To say that Father Lawrence Lucas was a man of strong convictions is like saying a tsunami is agitated waves. A priest who was a veritable force of nature joined the ancestors last week, according to a notice from the December 12th Movement of which he was one of its founders.
Father Lucas, widely known for his relentless advocacy for justice and not one to cower or bite his tongue when enduring controversy, was last in the news six years ago––with less fanfare––when he was named a temporary administrator of Our Lady of Lourdes parish in Harlem.
For all his accomplishments in the Catholic diocese, Father Lucas was more prominently recognized in the activist community where his presence was often as loud as it was fervent. His support for a Black educator at a rally outside the Board of Education headquarters in Brooklyn in 1988 is an example of how he could stir up things. “Those who are killing us in the classroom, falsely arresting us in the subway, murdering us in the streets, come primarily from the Catholic persuasion,” he said. After the reference to the police, he added: “Those who are killing us in the classroom, I do not have to tell you what persuasion they come from. You just have to look at the Board of Education, and it looks like the Knesset in Israel.”
Lucas, then 54, said his comments were taken out of context, but that meant little to Cardinal O’Connor who in a statement said that either in or out of context, he could not condone rhetoric that “could be construed by reasonable personal as racist, anti-Semitic and, ironically, even anti-Catholic, regardless of the intention of the speaker.” Mayor Ed Koch was even more outraged, citing the comments as “outrageous.”
Not a year has gone by since his ordination in 1959 that Father Lucas was not at the center of a social or political issue, particularly as it pertained with his fight against racism or in contention with Mayor Koch.
Before his appointment at Lourdes, he had been a retired priest in residence at the parish since 2010, where he was senior priest, 2009-2010.
According to Archdiocese records, he served as chaplain at North General Hospital and New York City Department of Corrections, 2008-2009; at Rikers Island, 1994-2008; and at North General Hospital, Manhattan, 1992-1994. He was pastor of Resurrection parish, Manhattan, 1969-1992, and was parochial vicar there, 1961-1964. He was a communications consultant for the archdiocese, 1968-1969, after post-graduate studies at the University of Indianapolis, 1966-1968. He was also parochial vicar at St. Charles Borremeo, Harlem, 1964-1966; St. Peter’s, Manhattan, 1959-1961 and St. Joseph’s, Croton Falls, 1959. After studying for the priesthood at St. Joseph’s Seminary, Dunwoodie, he was ordained in 1959.”
In a Facebook entry, attorney and activist Joan Gibbs, posted that while she didn’t always agree with Lucas, she was grateful that he had added her mother’s name to a prayer list after she suffered a massive stroke.
There is an extensive interview with Father Lucas on YouTube conducted by Paul McIntosh.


__Exercise brief__
One number is the whole answer: how many lines of the records include "study".

# # #

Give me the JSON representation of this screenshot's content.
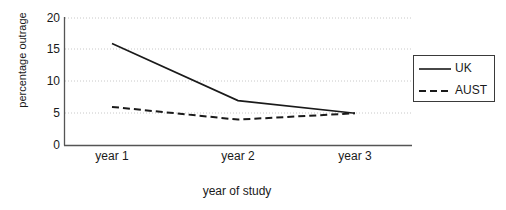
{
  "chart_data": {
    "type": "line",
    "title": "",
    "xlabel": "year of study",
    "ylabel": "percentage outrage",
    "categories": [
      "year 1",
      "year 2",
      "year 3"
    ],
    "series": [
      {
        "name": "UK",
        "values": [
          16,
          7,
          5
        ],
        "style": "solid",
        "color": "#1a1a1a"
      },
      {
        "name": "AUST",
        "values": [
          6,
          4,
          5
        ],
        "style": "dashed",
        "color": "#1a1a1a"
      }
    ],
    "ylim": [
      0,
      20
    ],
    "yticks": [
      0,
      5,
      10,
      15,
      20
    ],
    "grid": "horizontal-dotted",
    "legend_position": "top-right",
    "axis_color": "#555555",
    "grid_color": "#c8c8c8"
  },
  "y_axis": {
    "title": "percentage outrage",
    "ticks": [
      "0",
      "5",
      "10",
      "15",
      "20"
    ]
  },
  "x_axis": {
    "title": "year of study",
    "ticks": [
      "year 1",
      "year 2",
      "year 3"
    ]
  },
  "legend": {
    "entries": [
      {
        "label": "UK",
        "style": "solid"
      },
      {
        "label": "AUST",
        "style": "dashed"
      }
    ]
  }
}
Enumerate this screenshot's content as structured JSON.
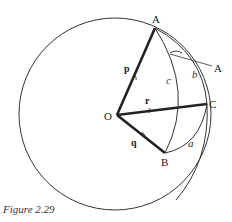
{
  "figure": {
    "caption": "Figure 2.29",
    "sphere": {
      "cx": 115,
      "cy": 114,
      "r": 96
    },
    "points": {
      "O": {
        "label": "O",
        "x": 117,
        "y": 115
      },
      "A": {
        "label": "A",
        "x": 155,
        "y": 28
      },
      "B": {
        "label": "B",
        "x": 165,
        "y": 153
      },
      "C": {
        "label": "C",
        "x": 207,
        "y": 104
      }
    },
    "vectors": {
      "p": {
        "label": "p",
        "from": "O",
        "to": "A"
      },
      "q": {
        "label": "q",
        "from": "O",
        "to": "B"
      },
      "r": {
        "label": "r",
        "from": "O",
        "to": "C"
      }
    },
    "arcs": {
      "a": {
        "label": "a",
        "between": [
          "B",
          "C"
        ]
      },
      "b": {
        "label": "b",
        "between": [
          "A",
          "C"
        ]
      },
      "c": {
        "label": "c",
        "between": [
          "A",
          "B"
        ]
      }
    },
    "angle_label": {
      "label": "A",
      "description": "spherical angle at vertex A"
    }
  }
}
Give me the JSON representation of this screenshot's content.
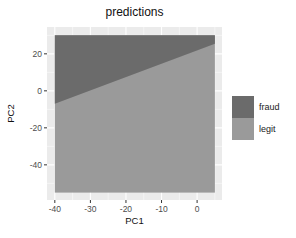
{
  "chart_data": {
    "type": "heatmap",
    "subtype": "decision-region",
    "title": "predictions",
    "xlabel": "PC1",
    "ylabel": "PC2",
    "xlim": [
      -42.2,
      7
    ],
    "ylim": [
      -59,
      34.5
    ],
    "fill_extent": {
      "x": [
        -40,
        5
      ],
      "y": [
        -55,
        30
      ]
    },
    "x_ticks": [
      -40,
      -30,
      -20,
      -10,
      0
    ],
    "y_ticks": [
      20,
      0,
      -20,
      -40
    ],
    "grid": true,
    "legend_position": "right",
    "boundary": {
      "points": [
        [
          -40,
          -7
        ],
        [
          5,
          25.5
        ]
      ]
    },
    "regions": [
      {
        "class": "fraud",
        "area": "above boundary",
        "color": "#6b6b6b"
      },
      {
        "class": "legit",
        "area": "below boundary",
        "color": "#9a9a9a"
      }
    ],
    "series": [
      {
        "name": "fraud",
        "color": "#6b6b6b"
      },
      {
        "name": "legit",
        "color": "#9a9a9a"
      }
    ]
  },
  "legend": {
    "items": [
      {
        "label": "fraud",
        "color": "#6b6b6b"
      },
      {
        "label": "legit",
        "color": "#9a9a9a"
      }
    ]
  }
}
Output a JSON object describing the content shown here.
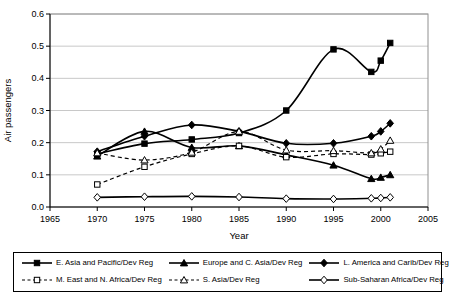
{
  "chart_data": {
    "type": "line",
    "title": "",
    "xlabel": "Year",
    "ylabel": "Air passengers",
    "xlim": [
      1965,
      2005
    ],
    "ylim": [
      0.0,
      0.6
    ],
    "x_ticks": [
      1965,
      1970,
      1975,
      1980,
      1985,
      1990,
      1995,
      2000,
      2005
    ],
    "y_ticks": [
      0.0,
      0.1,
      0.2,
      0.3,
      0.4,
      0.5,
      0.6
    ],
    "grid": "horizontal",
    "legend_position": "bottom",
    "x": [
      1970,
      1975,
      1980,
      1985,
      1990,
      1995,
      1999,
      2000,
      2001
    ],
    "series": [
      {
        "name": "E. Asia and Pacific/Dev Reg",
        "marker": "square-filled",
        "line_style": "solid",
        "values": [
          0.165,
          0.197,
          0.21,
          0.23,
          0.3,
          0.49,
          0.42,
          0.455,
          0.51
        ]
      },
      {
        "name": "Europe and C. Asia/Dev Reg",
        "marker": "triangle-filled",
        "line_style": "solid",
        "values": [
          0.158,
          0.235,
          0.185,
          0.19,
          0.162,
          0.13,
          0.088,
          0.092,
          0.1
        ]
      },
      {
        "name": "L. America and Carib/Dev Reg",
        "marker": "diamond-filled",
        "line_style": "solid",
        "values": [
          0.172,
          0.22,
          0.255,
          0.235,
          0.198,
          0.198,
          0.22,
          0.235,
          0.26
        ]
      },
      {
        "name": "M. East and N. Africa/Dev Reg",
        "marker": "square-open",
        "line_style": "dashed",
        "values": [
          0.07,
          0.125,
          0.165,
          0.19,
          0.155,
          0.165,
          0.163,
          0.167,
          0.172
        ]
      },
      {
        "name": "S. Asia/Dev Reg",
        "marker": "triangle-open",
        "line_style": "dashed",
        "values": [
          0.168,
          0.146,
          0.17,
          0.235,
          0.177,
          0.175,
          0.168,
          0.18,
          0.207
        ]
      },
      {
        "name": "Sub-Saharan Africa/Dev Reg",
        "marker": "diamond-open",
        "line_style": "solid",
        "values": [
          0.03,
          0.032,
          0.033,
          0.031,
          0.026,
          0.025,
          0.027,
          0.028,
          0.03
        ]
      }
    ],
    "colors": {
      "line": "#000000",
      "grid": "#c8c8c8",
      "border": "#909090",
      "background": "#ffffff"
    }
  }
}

# # #

__Written answer__
2